**WORK REQUIRED**
Each line of data below is to be returned exactly, leaving out any picture.

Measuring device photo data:
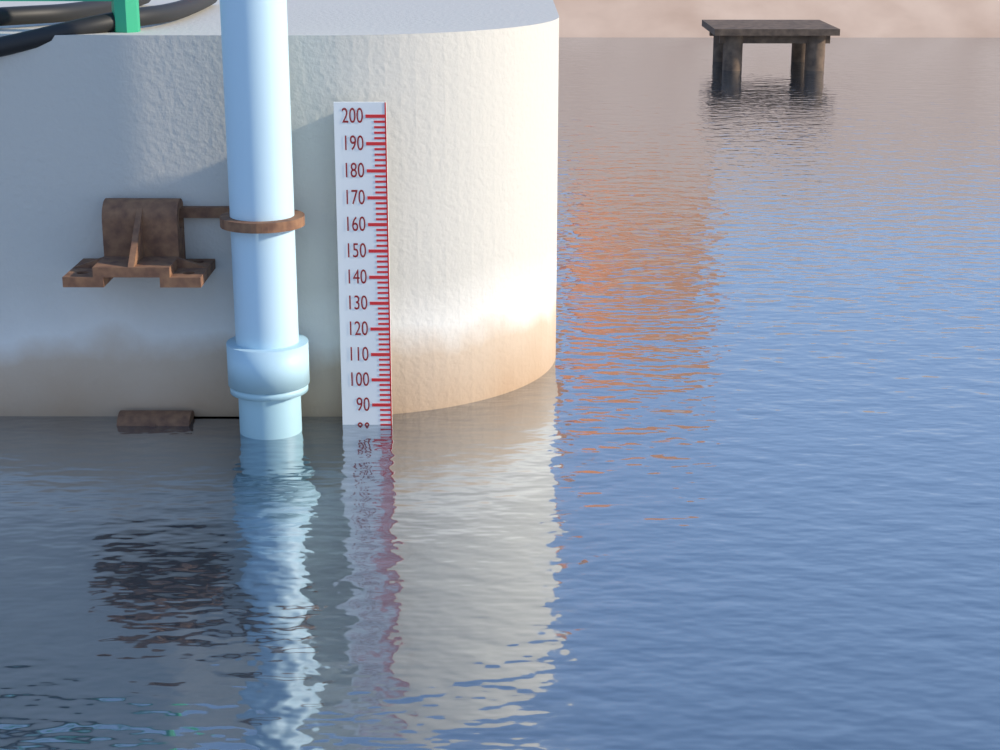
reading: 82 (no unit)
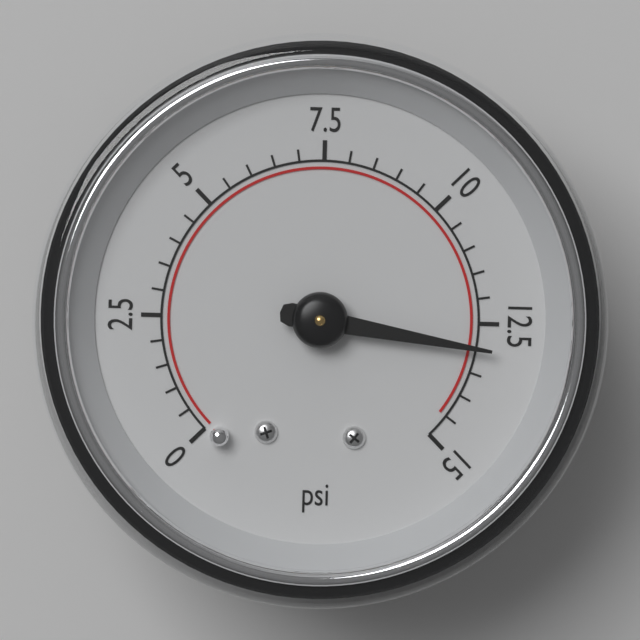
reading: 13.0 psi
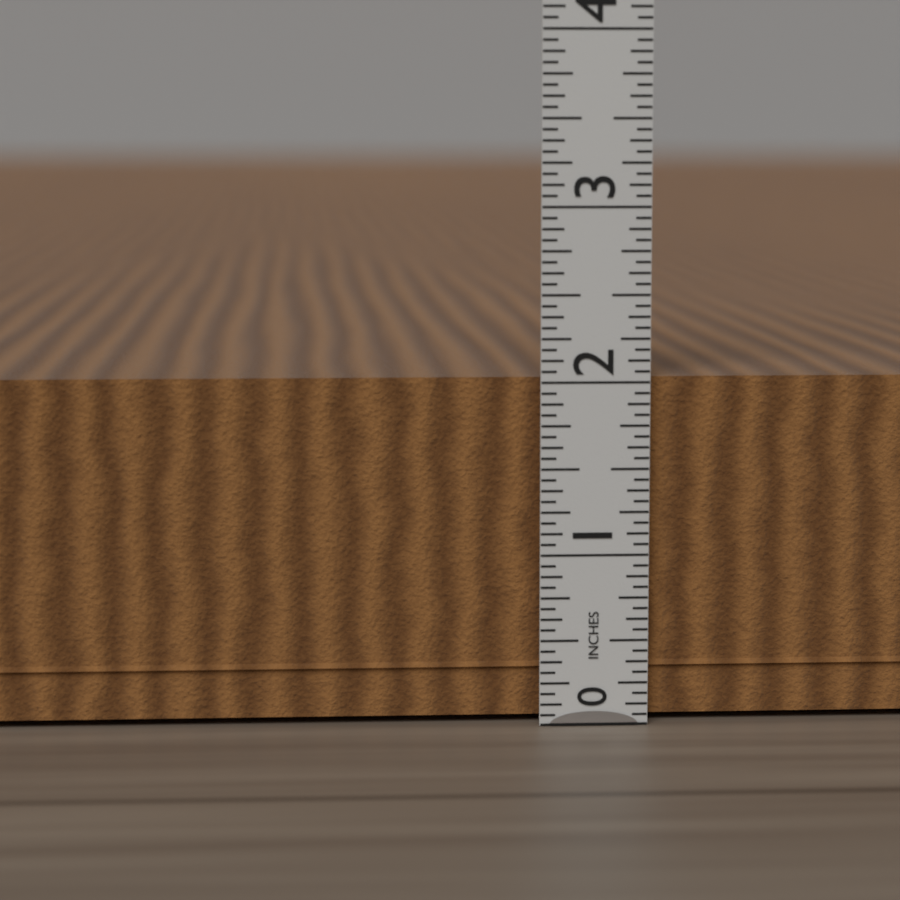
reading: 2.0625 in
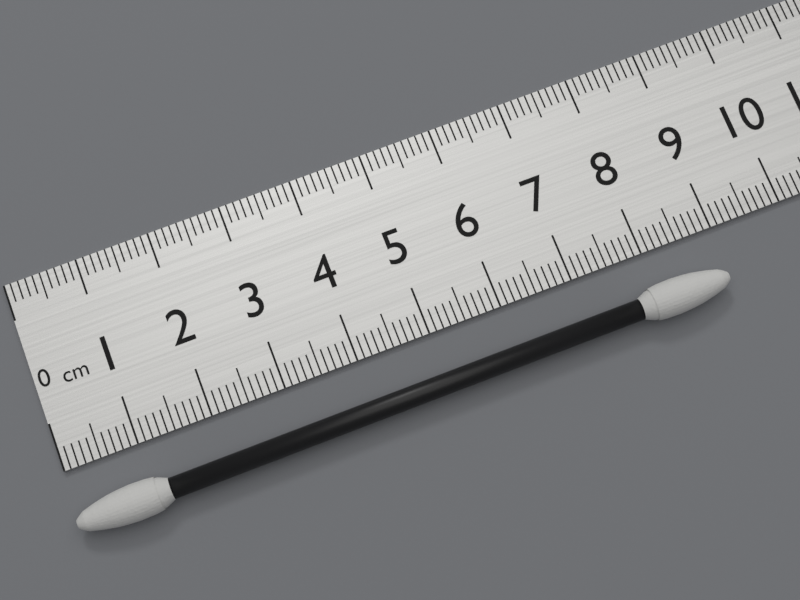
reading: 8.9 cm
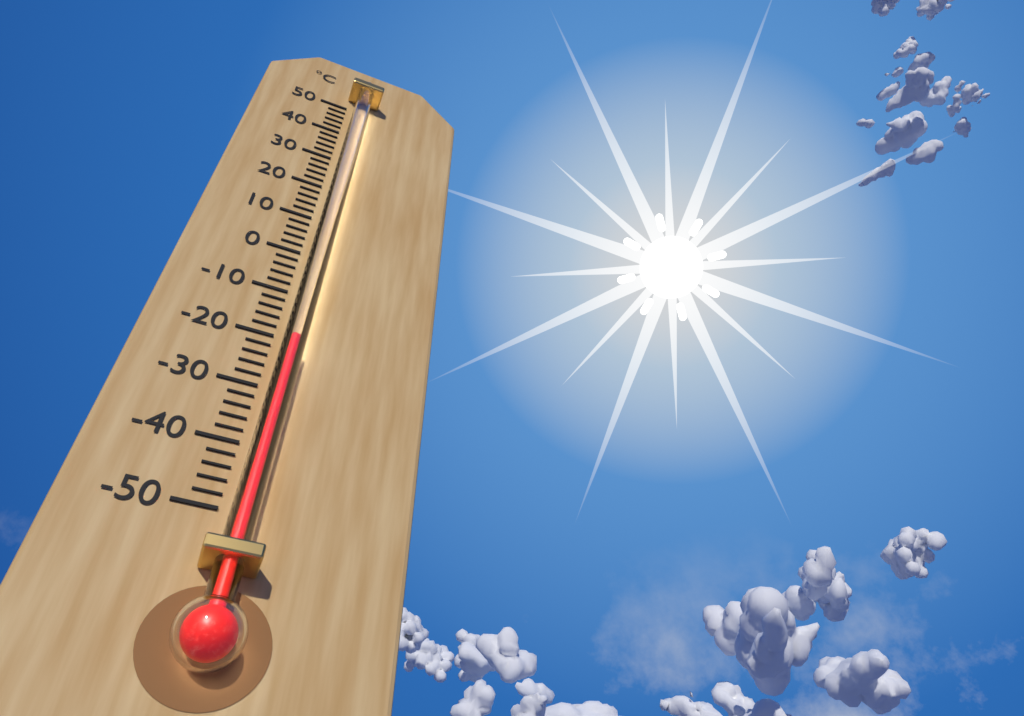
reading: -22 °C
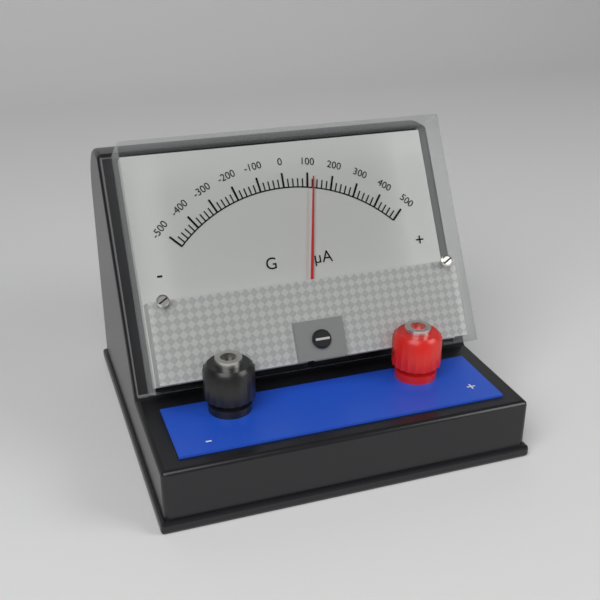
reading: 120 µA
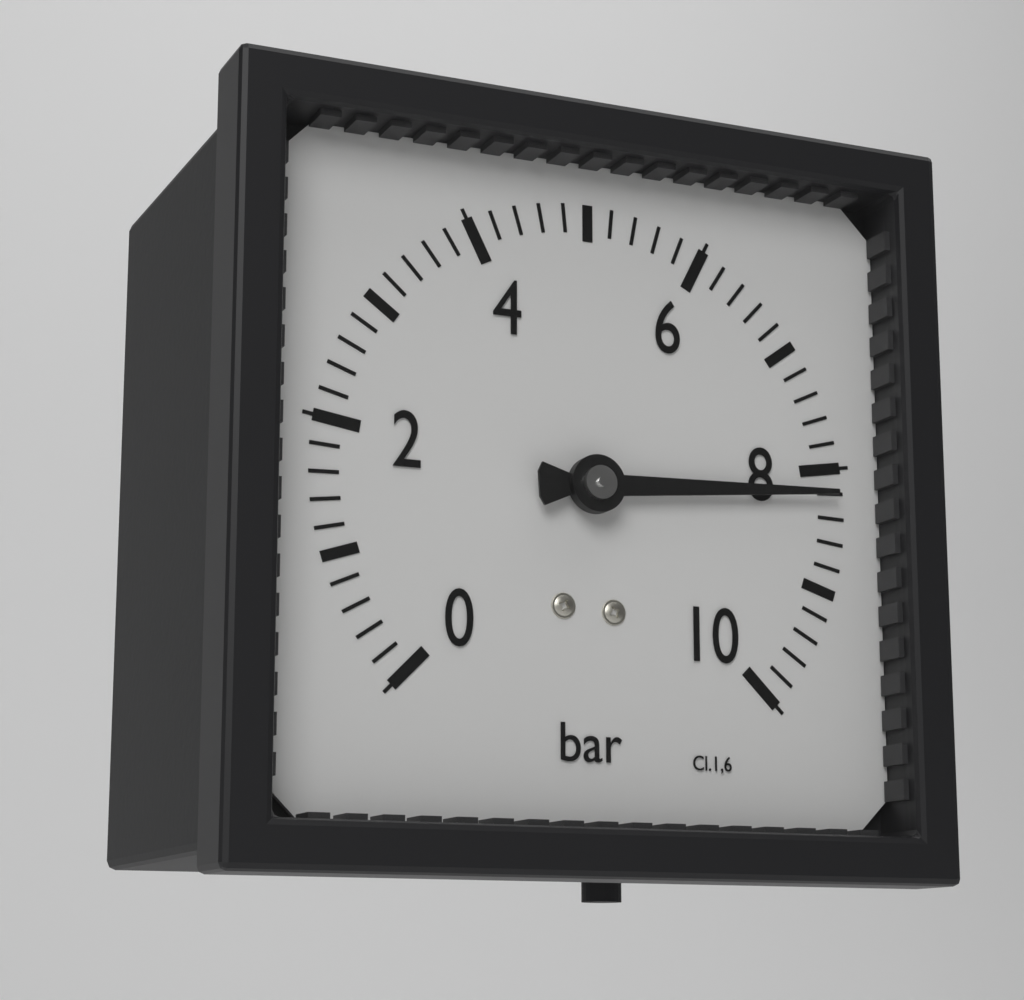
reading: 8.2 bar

**EXERCISE RESULT**
reading: 82 (no unit)
reading: 13.0 psi
reading: 2.0625 in
reading: 8.9 cm
reading: -22 °C
reading: 120 µA
reading: 8.2 bar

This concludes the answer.